Supply Chain — The collection of all external components, libraries, models, MCP servers, plugins, and training data that an AI system depends on. A supply chain attack compromises one of these upstream components to gain access to all downstream systems that use it.

System Prompt — The initial set of instructions given to an LLM that defines its behaviour, personality, capabilities, and constraints. The system prompt is typically set by the developer and is not visible to the end user. Leaking the system prompt can reveal business logic and security controls.

Token — The basic unit of text that an LLM processes. A token is roughly three-quarters of a word in English. Tokens are how context window size, input costs, and output costs are measured.

Tool Call — When an LLM generates a structured request to use an external tool (such as a database query, API call, or file operation) rather than generating plain text. In MCP, tool calls are JSON-RPC requests sent from the client to an MCP server.

Tool Manifest — The JSON document that describes an MCP server's available tools, including their names, descriptions, and parameter schemas. The tool manifest is the primary surface for tool poisoning attacks, because descriptions are read by the LLM and can contain hidden instructions.

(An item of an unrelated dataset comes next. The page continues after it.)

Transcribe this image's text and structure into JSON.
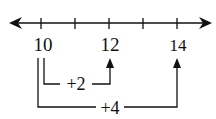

Tool Poisoning — An attack where a malicious actor modifies a tool's description in its manifest to include hidden instructions that the LLM will follow when it reads the tool's definition. Because LLMs treat tool descriptions as trusted context, poisoned descriptions can hijack agent behaviour.

Tool Shadowing — An attack where a malicious MCP server registers a tool with the same name as a tool from a legitimate server, causing the LLM to call the malicious version instead. This is the MCP equivalent of DLL hijacking in traditional systems.

Unbounded Consumption — When an AI system consumes excessive computational resources (tokens, API calls, memory, storage) due to malicious input, misconfiguration, or a lack of resource limits. This can result in denial of service or excessive costs.

Vector Database — A specialized database that stores and searches embeddings (vectors). Vector databases power the retrieval step in RAG systems. If an attacker can insert documents with carefully crafted embeddings, they can influence which documents are retrieved for any given query.